The Impact of the 1965 Voting Rights Act on Arrests of Black Residents

09/01/2020
Featured in print Digest
Working Paper Figure w27463

Arrest rates for Blacks fell in counties that were both covered by the VRA and had a high concentration of Black residents, relative to other counties.

The 1965 Voting Rights Act (VRA) protected the voting rights of minority voters and effectively expanded the franchise, particularly in counties that were identified as “covered” under the law. In The Franchise, Policing, and Race: Evidence from Arrests Data and the Voting Rights Act (NBER Working Paper 27463), Giovanni Facchini, Brian G. Knight, and Cecilia Testa find that following passage of the VRA, Black arrest rates fell in counties that were covered by the legislation, had a large number of newly enfranchised Black voters, and had elected chief law enforcement officers (CLEOs).

Many CLEOs in the United States — including all sheriffs and some municipal police chiefs in the South, the region most affected by the VRA — are directly elected, rather than appointed. CLEOs are in charge of policing practices that have direct effects on the treatment of minorities and might also, through their leadership, be able to influence departmental culture.

To empirically investigate whether there were links between minority voting, elected government officials, and police treatment of minority groups, the researchers exploit the dramatic changes wrought by the VRA, which compelled a group of mostly Southern jurisdictions to remove restrictions on voting, and required federal authorization for any changes to their voting laws. As a result, previously disenfranchised Black voters in former Confederate states fully covered by the VRA in 1965 — Alabama, Georgia, Louisiana, Mississippi, South Carolina, and Virginia — along with those in 39 counties in North Carolina, became able to cast their ballots freely and thus potentially influence the election of officials, including CLEOs. The researchers compare the outcomes in these counties with those in other locations — Arkansas, Florida, Tennessee, Texas, and 61 counties in North Carolina — that were not covered by the VRA.

The researchers examined data on arrest patterns by race from the FBI’s Uniform Crime Reports. They studied the averages over the 1960–1965 and the 1975–1980 periods to create pre- and post-VRA arrest measures. Their baseline analysis compared arrest patterns along four dimensions: for Blacks versus Whites; before and after the passage of the VRA; areas covered by the VRA versus non-covered areas; and counties with significant Black populations, which were more impacted by the VRA, versus counties with fewer Black residents.

Before the introduction of the VRA, the overall average arrest rate was 6.29 per thousand for Blacks, whereas the corresponding figure for Whites was 1.99. After the passage of the VRA, the number of arrests slightly increased for Blacks, reaching on average 6.59 per thousand, and nearly doubled for Whites, averaging 3.07 per thousand. Further analysis revealed that arrest rates for Blacks fell in counties that were both covered by the VRA and had a high concentration of Black residents, with no corresponding patterns in White arrest rates. Arrests of Blacks by municipal police fell in counties that were covered by the VRA, had a high concentration of Black residents, and had elected police chiefs.

The researchers could not explain their findings with differences in collective bargaining, changes in underlying propensity to commit crimes, responses to changes in policing practices, or changes in the suppression of civil rights protests. They conclude that by increasing the accountability of CLEOs to the Black electorate, the VRA led to changes in police behavior and changes in patterns of arrests.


### TASK DETAILS
Skip the images and print the listing exactly.

### TASK INPUTS
[Start of Attachment]

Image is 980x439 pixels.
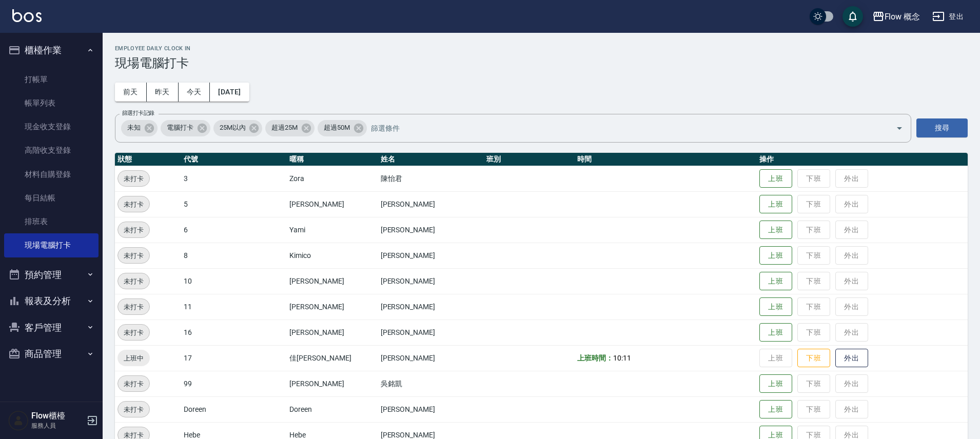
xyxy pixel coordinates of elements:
[287,345,378,371] td: 佳[PERSON_NAME]
[4,288,99,314] button: 報表及分析
[287,191,378,217] td: [PERSON_NAME]
[181,268,287,294] td: 10
[378,191,484,217] td: [PERSON_NAME]
[928,8,967,26] button: 登出
[378,153,484,166] th: 姓名
[4,163,99,186] a: 材料自購登錄
[4,115,99,138] a: 現金收支登錄
[287,243,378,268] td: Kimico
[181,217,287,243] td: 6
[378,217,484,243] td: [PERSON_NAME]
[378,294,484,319] td: [PERSON_NAME]
[759,195,792,214] button: 上班
[4,261,99,288] button: 預約管理
[378,166,484,191] td: 陳怡君
[484,153,575,166] th: 班別
[287,319,378,345] td: [PERSON_NAME]
[115,56,967,70] h3: 現場電腦打卡
[759,374,792,393] button: 上班
[181,371,287,397] td: 99
[31,421,83,431] p: 服務人員
[759,400,792,419] button: 上班
[378,397,484,422] td: [PERSON_NAME]
[287,371,378,397] td: [PERSON_NAME]
[4,138,99,162] a: 高階收支登錄
[181,397,287,422] td: Doreen
[118,276,149,286] span: 未打卡
[287,166,378,191] td: Zora
[210,83,249,102] button: [DATE]
[759,246,792,265] button: 上班
[4,67,99,91] a: 打帳單
[318,120,367,137] div: 超過50M
[118,404,149,415] span: 未打卡
[121,122,147,133] span: 未知
[759,169,792,188] button: 上班
[181,294,287,319] td: 11
[121,120,158,137] div: 未知
[577,354,613,362] b: 上班時間：
[117,353,150,364] span: 上班中
[287,294,378,319] td: [PERSON_NAME]
[378,319,484,345] td: [PERSON_NAME]
[759,324,792,342] button: 上班
[161,122,200,133] span: 電腦打卡
[265,122,303,133] span: 超過25M
[181,243,287,268] td: 8
[4,37,99,63] button: 櫃檯作業
[181,166,287,191] td: 3
[835,349,868,367] button: 外出
[31,411,83,421] h5: Flow櫃檯
[181,153,287,166] th: 代號
[115,83,147,102] button: 前天
[118,225,149,235] span: 未打卡
[181,319,287,345] td: 16
[213,122,252,133] span: 25M以內
[797,349,830,367] button: 下班
[575,153,757,166] th: 時間
[118,174,149,185] span: 未打卡
[181,345,287,371] td: 17
[4,91,99,115] a: 帳單列表
[265,120,314,137] div: 超過25M
[368,119,878,137] input: 篩選條件
[868,6,924,27] button: Flow 概念
[118,250,149,261] span: 未打卡
[757,153,967,166] th: 操作
[181,191,287,217] td: 5
[378,268,484,294] td: [PERSON_NAME]
[916,119,967,137] button: 搜尋
[118,327,149,338] span: 未打卡
[213,120,263,137] div: 25M以內
[843,6,863,27] button: save
[759,272,792,291] button: 上班
[4,186,99,210] a: 每日結帳
[287,397,378,422] td: Doreen
[161,120,211,137] div: 電腦打卡
[318,122,356,133] span: 超過50M
[287,268,378,294] td: [PERSON_NAME]
[122,110,154,117] label: 篩選打卡記錄
[118,199,149,210] span: 未打卡
[179,83,211,102] button: 今天
[13,9,41,22] img: Logo
[759,221,792,239] button: 上班
[4,314,99,341] button: 客戶管理
[4,233,99,257] a: 現場電腦打卡
[147,83,179,102] button: 昨天
[115,46,967,51] h2: Employee Daily Clock In
[885,10,920,23] div: Flow 概念
[4,210,99,233] a: 排班表
[115,153,181,166] th: 狀態
[8,410,29,431] img: Person
[378,243,484,268] td: [PERSON_NAME]
[891,120,908,137] button: Open
[378,345,484,371] td: [PERSON_NAME]
[118,378,149,389] span: 未打卡
[287,153,378,166] th: 暱稱
[4,340,99,367] button: 商品管理
[118,302,149,313] span: 未打卡
[613,354,631,362] span: 10:11
[378,371,484,397] td: 吳銘凱
[287,217,378,243] td: Yami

[End of Attachment]

### ANSWER
Image is 980x439 pixels.
xyxy pixel coordinates of elements:
[287,345,378,371] td: 佳[PERSON_NAME]
[4,288,99,314] button: 報表及分析
[287,191,378,217] td: [PERSON_NAME]
[181,268,287,294] td: 10
[378,191,484,217] td: [PERSON_NAME]
[928,8,967,26] button: 登出
[378,153,484,166] th: 姓名
[4,163,99,186] a: 材料自購登錄
[4,115,99,138] a: 現金收支登錄
[287,243,378,268] td: Kimico
[181,217,287,243] td: 6
[378,217,484,243] td: [PERSON_NAME]
[378,294,484,319] td: [PERSON_NAME]
[759,195,792,214] button: 上班
[4,261,99,288] button: 預約管理
[378,166,484,191] td: 陳怡君
[484,153,575,166] th: 班別
[287,319,378,345] td: [PERSON_NAME]
[115,56,967,70] h3: 現場電腦打卡
[759,374,792,393] button: 上班
[181,371,287,397] td: 99
[31,421,83,431] p: 服務人員
[759,400,792,419] button: 上班
[378,397,484,422] td: [PERSON_NAME]
[287,371,378,397] td: [PERSON_NAME]
[4,138,99,162] a: 高階收支登錄
[181,397,287,422] td: Doreen
[118,276,149,286] span: 未打卡
[287,166,378,191] td: Zora
[210,83,249,102] button: [DATE]
[759,246,792,265] button: 上班
[4,67,99,91] a: 打帳單
[318,120,367,137] div: 超過50M
[118,404,149,415] span: 未打卡
[121,122,147,133] span: 未知
[759,169,792,188] button: 上班
[181,294,287,319] td: 11
[121,120,158,137] div: 未知
[577,354,613,362] b: 上班時間：
[117,353,150,364] span: 上班中
[287,294,378,319] td: [PERSON_NAME]
[378,319,484,345] td: [PERSON_NAME]
[759,324,792,342] button: 上班
[161,122,200,133] span: 電腦打卡
[265,122,303,133] span: 超過25M
[181,243,287,268] td: 8
[4,37,99,63] button: 櫃檯作業
[181,166,287,191] td: 3
[835,349,868,367] button: 外出
[31,411,83,421] h5: Flow櫃檯
[181,153,287,166] th: 代號
[115,83,147,102] button: 前天
[118,225,149,235] span: 未打卡
[181,319,287,345] td: 16
[213,122,252,133] span: 25M以內
[797,349,830,367] button: 下班
[575,153,757,166] th: 時間
[118,174,149,185] span: 未打卡
[181,345,287,371] td: 17
[4,91,99,115] a: 帳單列表
[265,120,314,137] div: 超過25M
[368,119,878,137] input: 篩選條件
[868,6,924,27] button: Flow 概念
[118,250,149,261] span: 未打卡
[757,153,967,166] th: 操作
[181,191,287,217] td: 5
[378,268,484,294] td: [PERSON_NAME]
[916,119,967,137] button: 搜尋
[118,327,149,338] span: 未打卡
[213,120,263,137] div: 25M以內
[843,6,863,27] button: save
[759,272,792,291] button: 上班
[4,186,99,210] a: 每日結帳
[287,397,378,422] td: Doreen
[161,120,211,137] div: 電腦打卡
[318,122,356,133] span: 超過50M
[287,268,378,294] td: [PERSON_NAME]
[122,110,154,117] label: 篩選打卡記錄
[118,199,149,210] span: 未打卡
[179,83,211,102] button: 今天
[13,9,41,22] img: Logo
[759,221,792,239] button: 上班
[4,314,99,341] button: 客戶管理
[4,233,99,257] a: 現場電腦打卡
[147,83,179,102] button: 昨天
[115,46,967,51] h2: Employee Daily Clock In
[885,10,920,23] div: Flow 概念
[4,210,99,233] a: 排班表
[115,153,181,166] th: 狀態
[8,410,29,431] img: Person
[378,243,484,268] td: [PERSON_NAME]
[891,120,908,137] button: Open
[378,345,484,371] td: [PERSON_NAME]
[118,378,149,389] span: 未打卡
[287,153,378,166] th: 暱稱
[4,340,99,367] button: 商品管理
[118,302,149,313] span: 未打卡
[613,354,631,362] span: 10:11
[378,371,484,397] td: 吳銘凱
[287,217,378,243] td: Yami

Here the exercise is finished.